Woolly mammoths and other herbivores lived primarily on grasses, especially protein rich forbs.
Scientists have known for some time that climate change somehow resulted in the extinction of the woolly mammoth, woolly rhino and other ice age mammals. Until now it was unclear exactly what happened to cause the extinction as temperatures warmed and vegetation became more abundant. Eske Willerslev and other researchers at the University of Copenhagen think they have the answer.
Contrary to popular belief, the northern hemisphere had an abundance of plant life during the last ice age. Woolly mammoths and other herbivores of the era lived primarily on grasses, especially protein rich forbs. Forbs are herbaceous flowering plants. Modern examples include milkweed, saltworts, dandelion, cumin, ribwort and sunflowers, which are especially large for a forb.
As the Ice Age reached its coldest and driest points, 15,000 – 25,000 years ago, plants became more scarce and the mammoth population declined but did not die out. When the Ice Age ended, about 10,000 years ago, plant life became more abundant again but the forbs that the large mammals depended on did not. Instead they were replaced by other types of vegetation.
It is the loss of this protein rich food source that likely doomed the woolly mammoth, wooly rhino and other ice age mammals.
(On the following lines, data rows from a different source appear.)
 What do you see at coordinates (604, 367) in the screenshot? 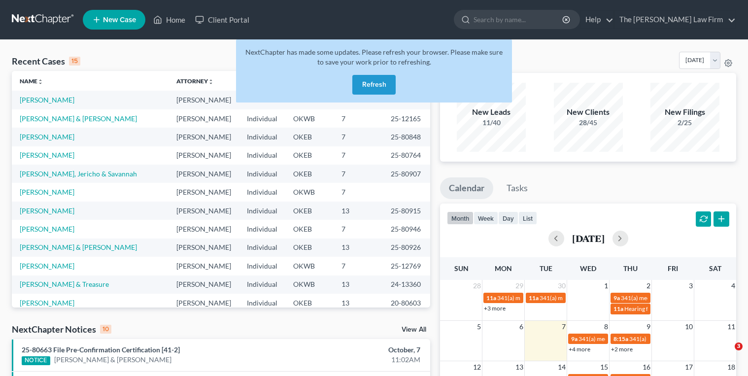
I see `span: 15` at bounding box center [604, 367].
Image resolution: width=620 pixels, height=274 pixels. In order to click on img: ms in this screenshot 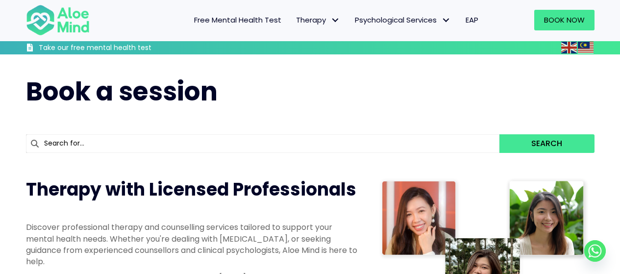, I will do `click(586, 48)`.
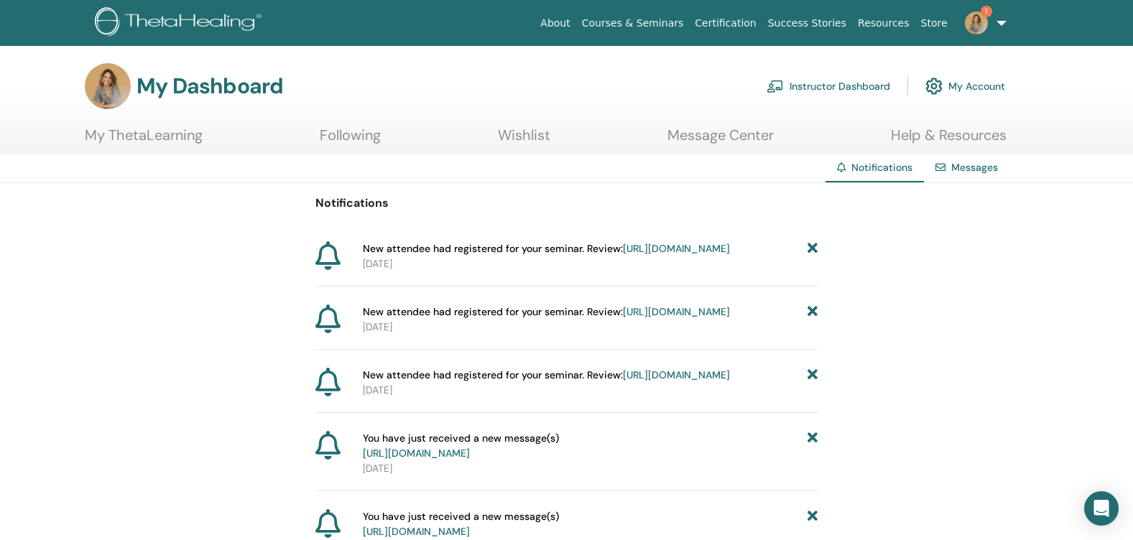 Image resolution: width=1133 pixels, height=540 pixels. What do you see at coordinates (180, 23) in the screenshot?
I see `img: logo.png` at bounding box center [180, 23].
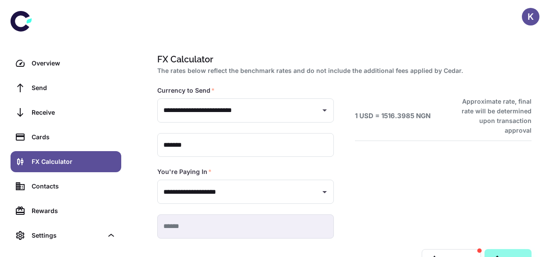 Image resolution: width=557 pixels, height=257 pixels. Describe the element at coordinates (66, 88) in the screenshot. I see `a: Send` at that location.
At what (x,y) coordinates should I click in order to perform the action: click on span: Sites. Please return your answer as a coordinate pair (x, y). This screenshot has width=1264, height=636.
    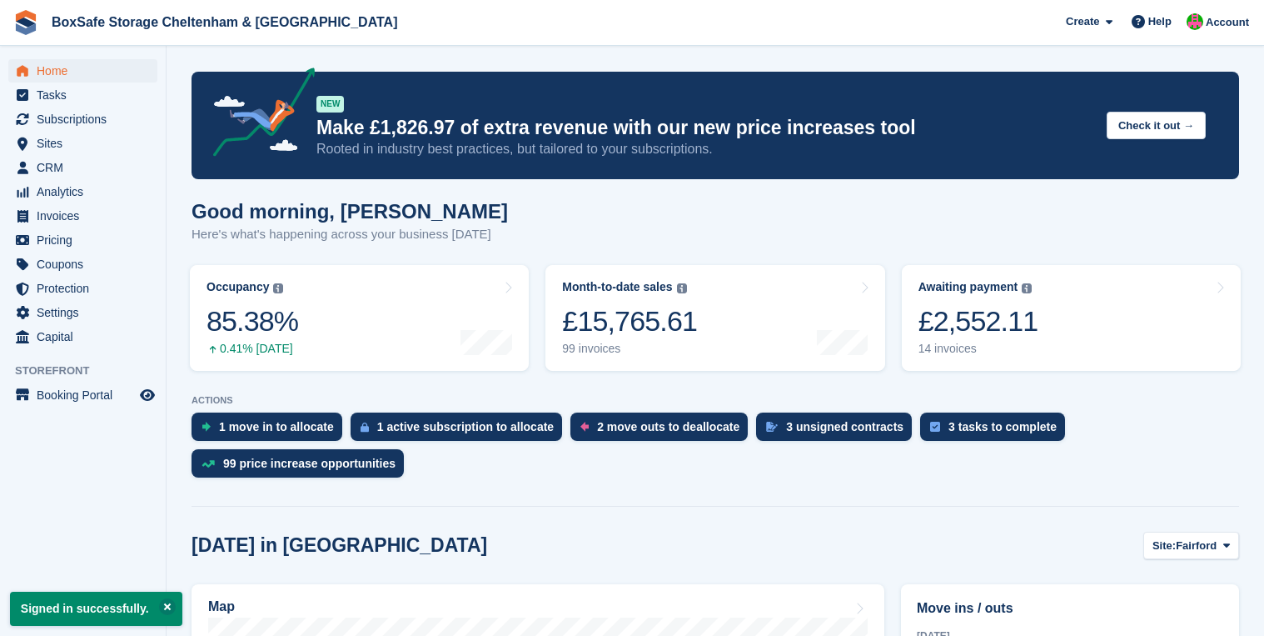
    Looking at the image, I should click on (87, 143).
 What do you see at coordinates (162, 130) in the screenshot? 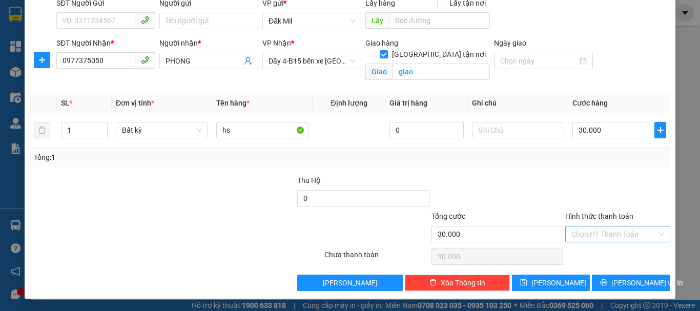
I see `span: Bất kỳ` at bounding box center [162, 130].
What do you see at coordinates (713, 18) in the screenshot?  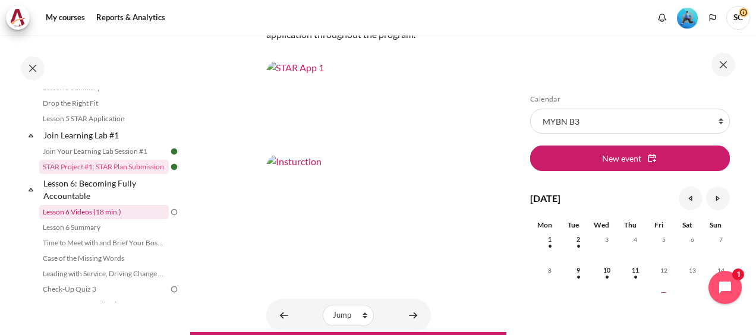 I see `button: Languages` at bounding box center [713, 18].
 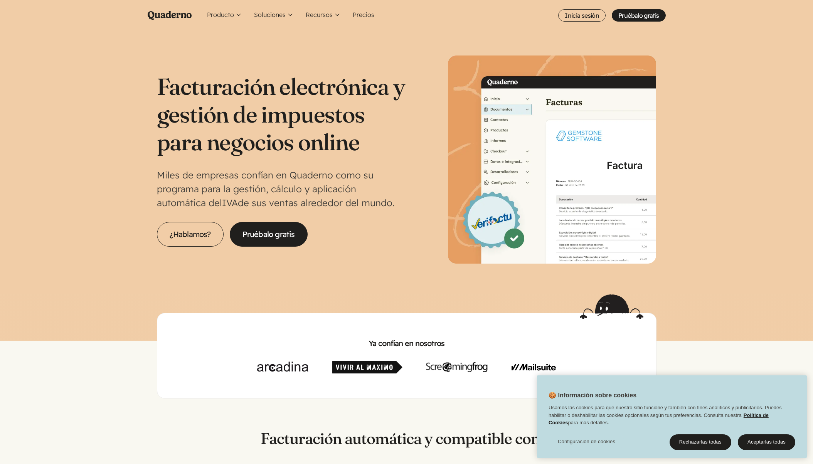 What do you see at coordinates (407, 344) in the screenshot?
I see `h2: Ya confían en nosotros` at bounding box center [407, 344].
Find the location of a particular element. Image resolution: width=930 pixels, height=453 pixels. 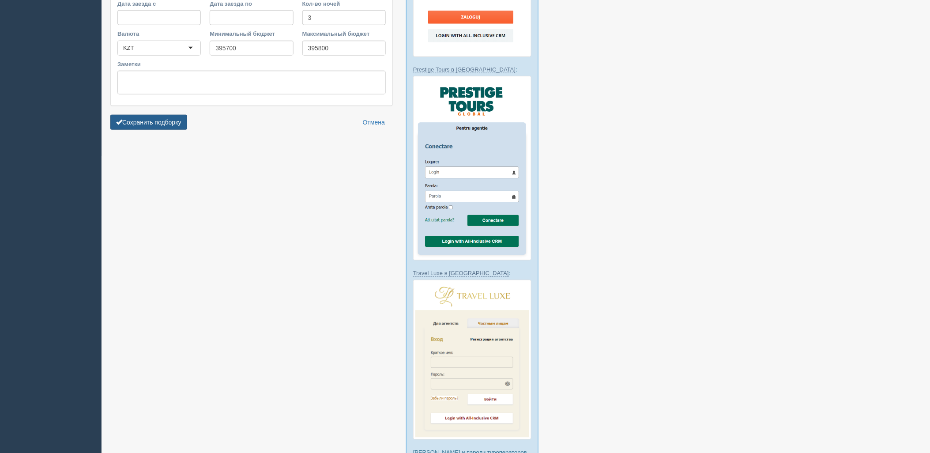

div: KZT is located at coordinates (128, 48).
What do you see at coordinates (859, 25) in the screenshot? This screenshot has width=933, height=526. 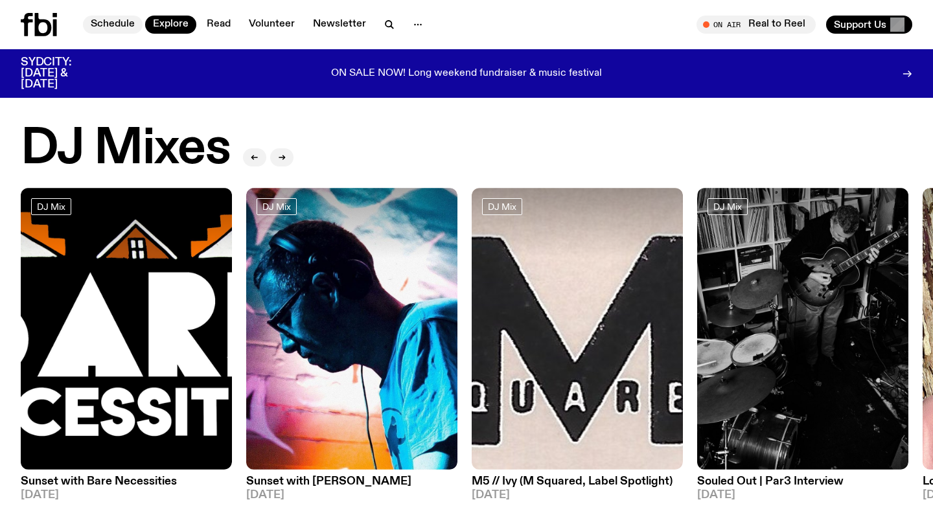 I see `span: Support Us` at bounding box center [859, 25].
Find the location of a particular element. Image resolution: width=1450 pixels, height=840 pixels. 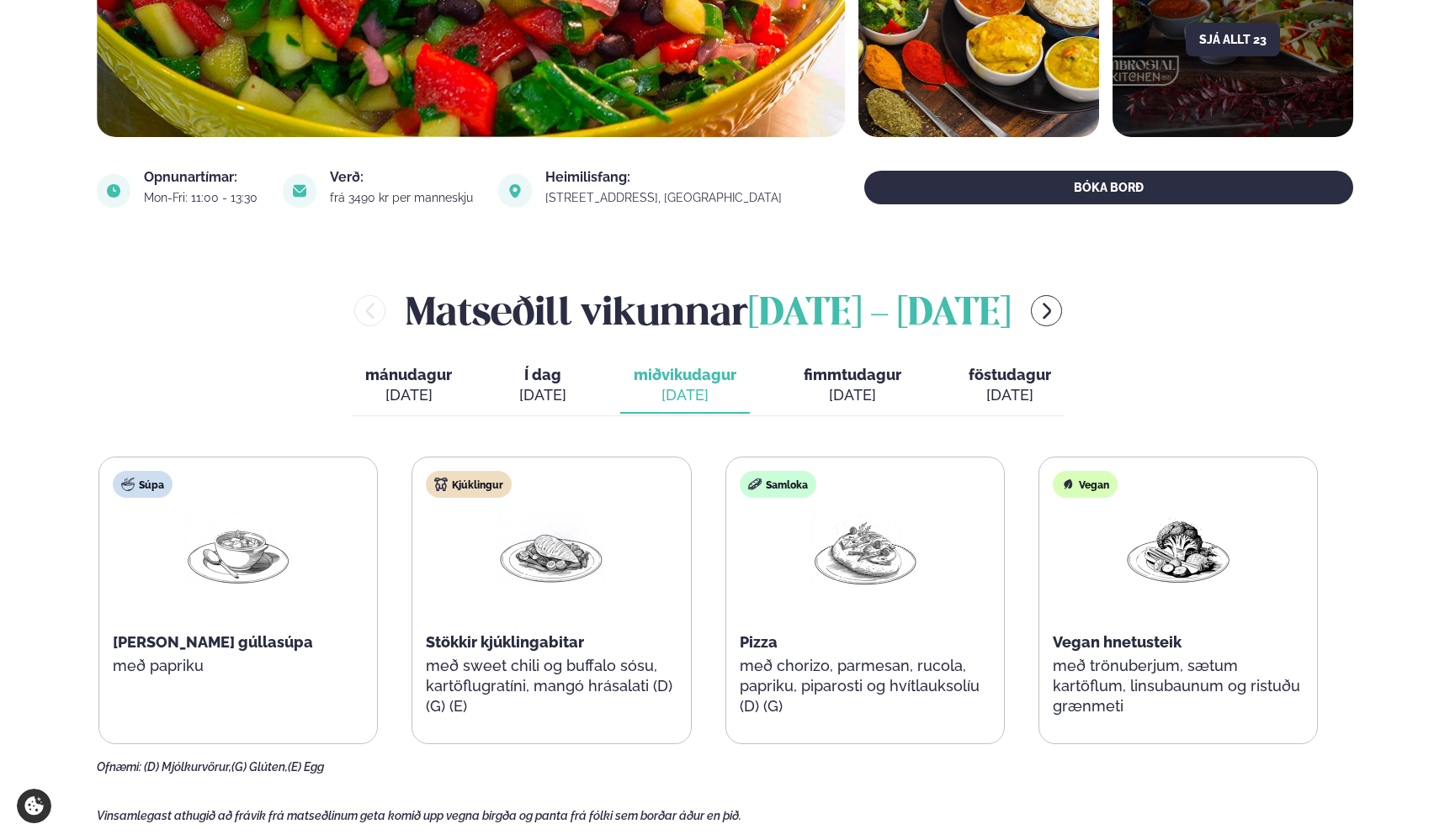

span: miðvikudagur is located at coordinates (684, 374).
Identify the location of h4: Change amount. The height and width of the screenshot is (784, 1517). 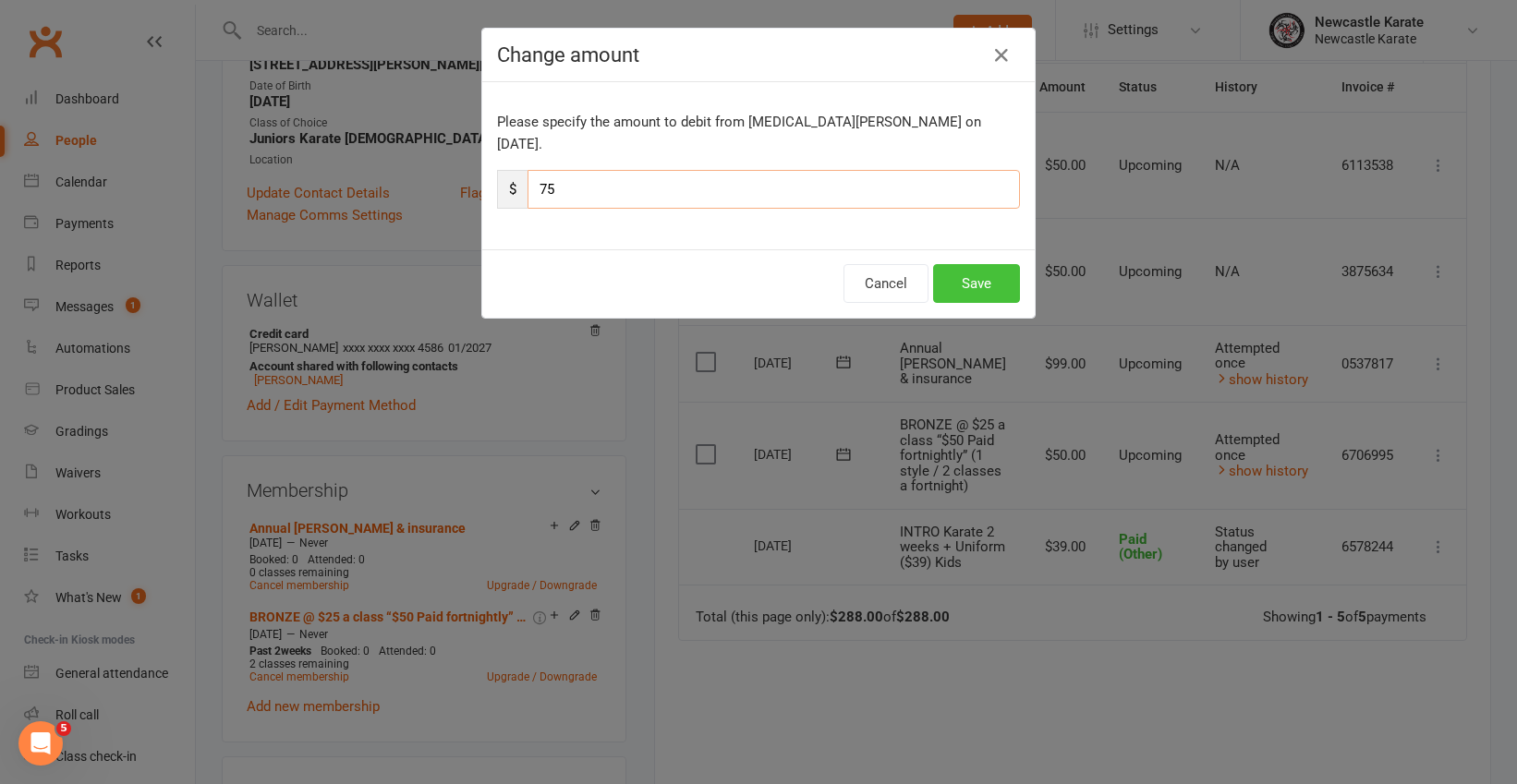
(758, 54).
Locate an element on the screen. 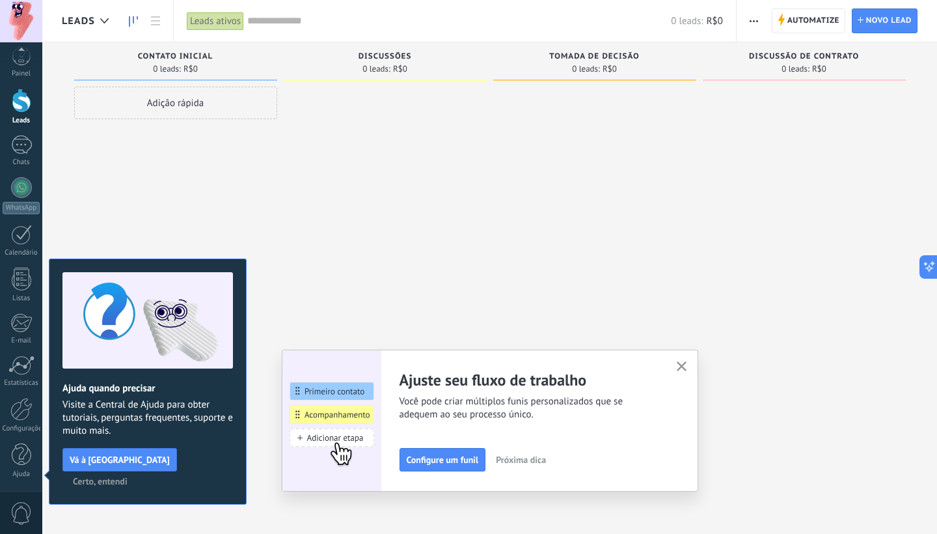 Image resolution: width=937 pixels, height=534 pixels. span: Próxima dica is located at coordinates (521, 459).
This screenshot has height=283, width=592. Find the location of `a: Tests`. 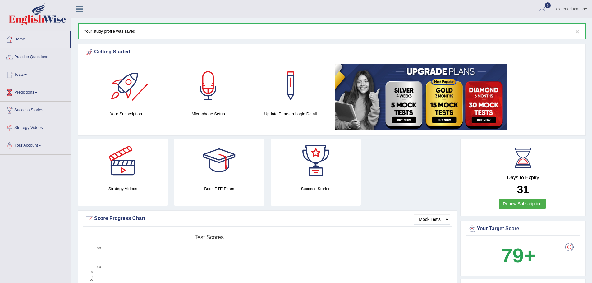

a: Tests is located at coordinates (36, 74).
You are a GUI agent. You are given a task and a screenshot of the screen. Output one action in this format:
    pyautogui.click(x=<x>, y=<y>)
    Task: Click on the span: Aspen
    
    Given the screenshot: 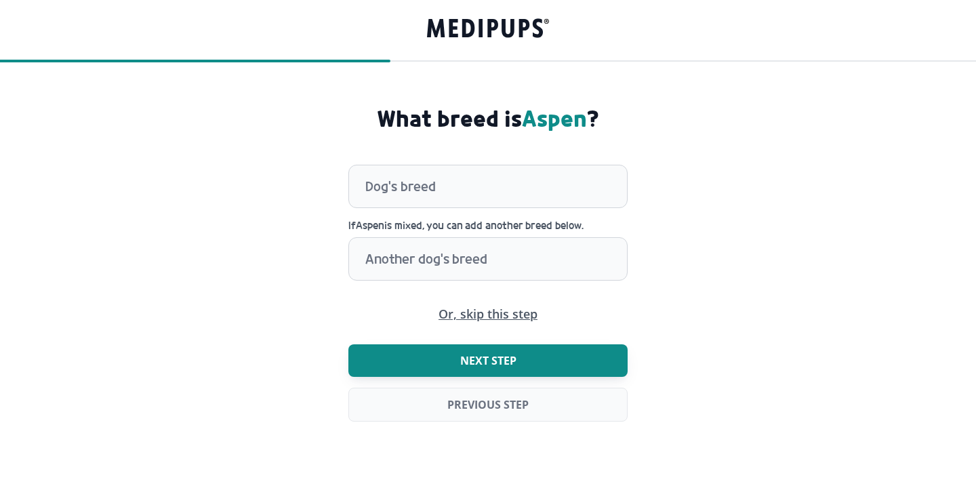 What is the action you would take?
    pyautogui.click(x=555, y=118)
    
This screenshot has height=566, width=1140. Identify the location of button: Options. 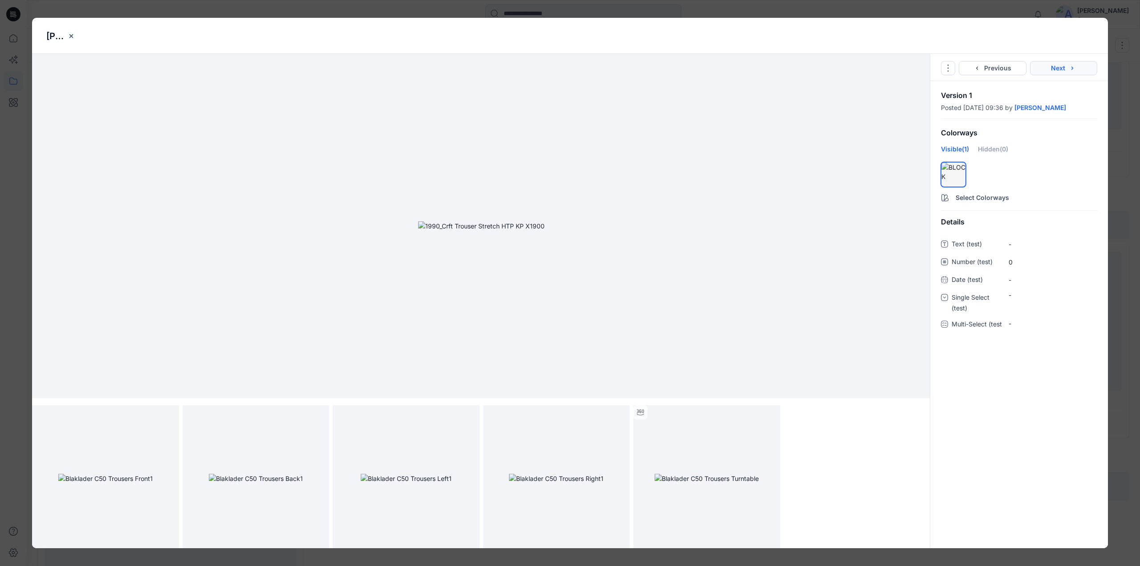
(948, 68).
“We knew from our previous work that climate was driving fluctuations of the megafauna populations, but not how. Now we know that the loss of protein-rich forbs was likely a key player in the loss of the ice age megafauna. Interestingly one can also see our results in the perspective of the present climate changes. Maybe we get a hold on the greenhouse gases in the future. But don’t expect the good old well-known vegetation to come back when it becomes cooler again after the global warming. It is not given that the ‘old’ ecosystems will re-establish themselves to the same extent as before the warming. It’s not only climate that drives vegetation changes, but also the history of the vegetation itself and the mammals consuming it,” says Eske Willerslev.
The researchers studied 242 permafrost sediment samples and eight fossil samples from large mammals from around the Arctic. The samples were dated and analyzed for DNA. The gut content from permafrozen woolly rhinos, mammoth and other extinct ice age mammals was also studied.
The findings were published in the journal Nature.